Is It a Bird, Is It a Plane…? No, It’s a Pterosaur

By KATIE MILANI

The flight expert at the American Museum of Natural History made sure to clarify that pterosaurs, the flying reptiles that roamed the earth over 220 million years ago, constituted their own unique genus of animals, not just glorified bats and birds.

With a wingspan of about 33 ft., the life-size replicas hanging from the ceilings in the Manhattan museum’s latest exhibit made sure that these assumptions were extinct.

Four world-renowned paleontologists met on stage at the museum Tuesday to unveil the nation’s largest exhibition about pterosaurs ever created.

Thanks to the latest research by museum scientists and leading paleontologists around the world, the exhibit features rare pterosaur fossils, on top of breathtaking life-size models, videos, and interactive flight stimulations.

“We’ve reached a renaissance in terms of discovery,” boasted Mark A. Norell, curator of the Pterosaurs and chairman of the division of Paleontology,.

In the last two decades, two more sites have been found to hold Pterosaur fossils. Since these fossils are so rare and their closest living relatives- crocodiles and birds- are so different, many questions about their basic living habits remain.

“These were the largest creatures ever to fly. In their time, they ruled the sky,” said Ellen V. Futter, President of the American Museum of Natural History.

Though Futter said scientists marvel at how they lived, ate and cared for their young, the key focus of the exhibit, and in learning about pterosaurs is how they evolved flight and how their bodies were aerodynamic.

Perhaps one of the more intriguing displays is the interactive flight modulator that allows visitors to pilot two species of flying pterosaurs over prehistoric landscapes with help from motion-sensing technology.

A virtual wind tunnel allows a different perspective on flight. Visitors experiment with the principles of pterosaur aerodynamics with hand movements.

But don’t get flight expert and University of Southern California Professor Michael Habib wrong. In order to learn more about Pterosaurs’ unique ability to fly, comparisons between these winged reptiles and birds and bats must be made.

All three species developed wings with distinct aerodynamic structures.

On view for the first time, a fossil known as Dark Wing features preserved wing membranes and reveals long fibers that extended from the front to the back of the wings to form a series of stabilizing supports. These fibers are thought to probably help pterosaurs adjust the tension and shape of their wings.

Though the relationships between Pterosaurs and birds may be similar, pterosaurs’ bones are thinner making them more fragile than birds.

But the paleontologists stressed that due to their massive size, more than birds, pterosaurs dominated the prehistoric skies.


◆ Prompt
Beginning with the opening line of the entries, return every line through the one containing "Image is 646x416 pixels.", both included, and nothing else. Omit pictures.

◆ Data for the task
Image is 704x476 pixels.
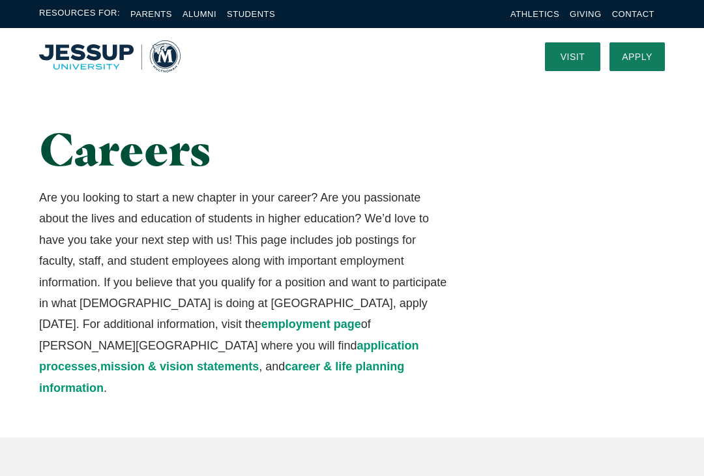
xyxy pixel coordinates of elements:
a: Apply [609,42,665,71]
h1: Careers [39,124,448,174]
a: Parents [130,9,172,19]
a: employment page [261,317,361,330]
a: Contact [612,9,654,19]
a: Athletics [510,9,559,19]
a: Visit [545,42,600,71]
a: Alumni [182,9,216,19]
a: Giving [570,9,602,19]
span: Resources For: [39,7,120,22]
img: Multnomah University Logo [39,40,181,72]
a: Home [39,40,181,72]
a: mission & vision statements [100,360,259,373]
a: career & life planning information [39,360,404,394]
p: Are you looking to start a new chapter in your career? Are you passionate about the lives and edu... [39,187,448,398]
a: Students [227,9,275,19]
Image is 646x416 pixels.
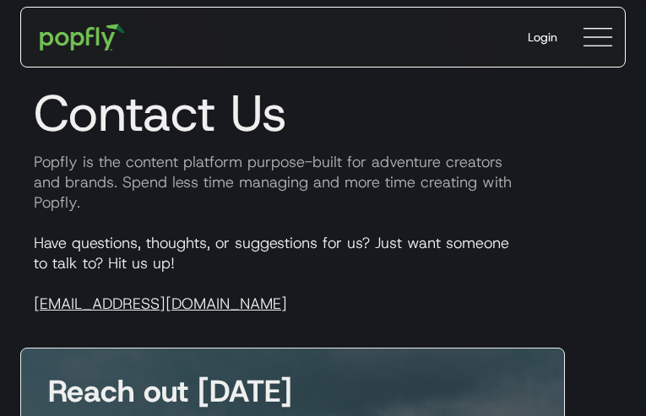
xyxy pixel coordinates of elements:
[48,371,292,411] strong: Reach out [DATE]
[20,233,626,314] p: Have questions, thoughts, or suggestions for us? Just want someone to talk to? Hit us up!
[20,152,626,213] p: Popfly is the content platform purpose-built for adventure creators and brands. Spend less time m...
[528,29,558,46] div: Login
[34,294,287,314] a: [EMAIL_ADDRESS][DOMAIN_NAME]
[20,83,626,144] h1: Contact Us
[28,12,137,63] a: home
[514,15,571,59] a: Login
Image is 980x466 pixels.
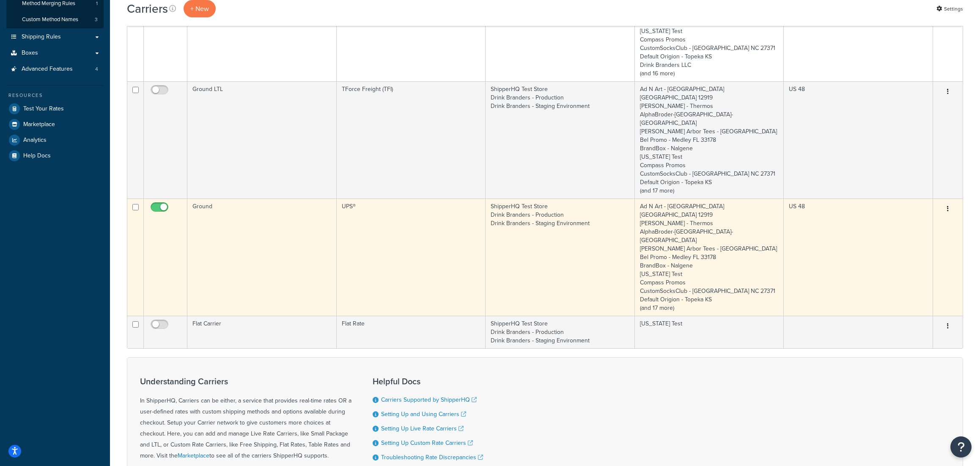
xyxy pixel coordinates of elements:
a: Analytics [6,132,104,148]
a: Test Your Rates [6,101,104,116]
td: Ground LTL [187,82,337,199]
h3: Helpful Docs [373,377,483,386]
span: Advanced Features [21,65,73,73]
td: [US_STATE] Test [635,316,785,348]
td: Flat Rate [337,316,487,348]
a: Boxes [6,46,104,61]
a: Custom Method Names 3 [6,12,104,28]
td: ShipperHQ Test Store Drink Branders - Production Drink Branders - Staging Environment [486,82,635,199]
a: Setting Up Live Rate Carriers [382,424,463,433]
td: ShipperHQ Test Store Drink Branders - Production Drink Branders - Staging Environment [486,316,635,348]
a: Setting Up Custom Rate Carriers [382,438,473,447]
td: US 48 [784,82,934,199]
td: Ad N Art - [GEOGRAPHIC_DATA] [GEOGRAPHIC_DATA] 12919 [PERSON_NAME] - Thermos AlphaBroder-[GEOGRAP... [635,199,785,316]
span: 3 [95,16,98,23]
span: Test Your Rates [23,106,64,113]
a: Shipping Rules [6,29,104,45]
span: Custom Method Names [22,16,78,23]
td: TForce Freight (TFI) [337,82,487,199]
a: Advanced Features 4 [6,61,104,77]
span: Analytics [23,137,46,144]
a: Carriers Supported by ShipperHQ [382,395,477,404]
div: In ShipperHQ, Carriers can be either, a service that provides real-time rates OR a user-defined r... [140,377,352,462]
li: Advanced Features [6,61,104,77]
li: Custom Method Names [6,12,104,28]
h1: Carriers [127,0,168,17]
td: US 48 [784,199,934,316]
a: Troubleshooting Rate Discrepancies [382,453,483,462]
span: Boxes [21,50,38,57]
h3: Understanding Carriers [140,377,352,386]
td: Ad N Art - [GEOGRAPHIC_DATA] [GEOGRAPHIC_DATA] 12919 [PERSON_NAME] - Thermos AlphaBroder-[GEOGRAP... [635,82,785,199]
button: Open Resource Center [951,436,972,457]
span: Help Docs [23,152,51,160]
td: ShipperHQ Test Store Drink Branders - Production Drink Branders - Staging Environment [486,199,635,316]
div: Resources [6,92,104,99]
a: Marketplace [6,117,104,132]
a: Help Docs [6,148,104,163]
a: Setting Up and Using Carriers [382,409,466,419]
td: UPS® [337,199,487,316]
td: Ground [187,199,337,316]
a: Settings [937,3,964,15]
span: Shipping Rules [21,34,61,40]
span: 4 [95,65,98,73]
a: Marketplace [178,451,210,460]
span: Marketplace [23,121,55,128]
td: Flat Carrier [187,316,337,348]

◆ Solution to the exercise
Image is 704x476 pixels.
xyxy pixel coordinates of elements:
a: Apply [609,42,665,71]
h1: Careers [39,124,448,174]
a: Parents [130,9,172,19]
a: employment page [261,317,361,330]
a: Contact [612,9,654,19]
a: Athletics [510,9,559,19]
a: Visit [545,42,600,71]
a: Alumni [182,9,216,19]
a: Giving [570,9,602,19]
span: Resources For: [39,7,120,22]
img: Multnomah University Logo [39,40,181,72]
a: Home [39,40,181,72]
a: mission & vision statements [100,360,259,373]
a: career & life planning information [39,360,404,394]
p: Are you looking to start a new chapter in your career? Are you passionate about the lives and edu... [39,187,448,398]
a: Students [227,9,275,19]
Image is 646x416 pixels.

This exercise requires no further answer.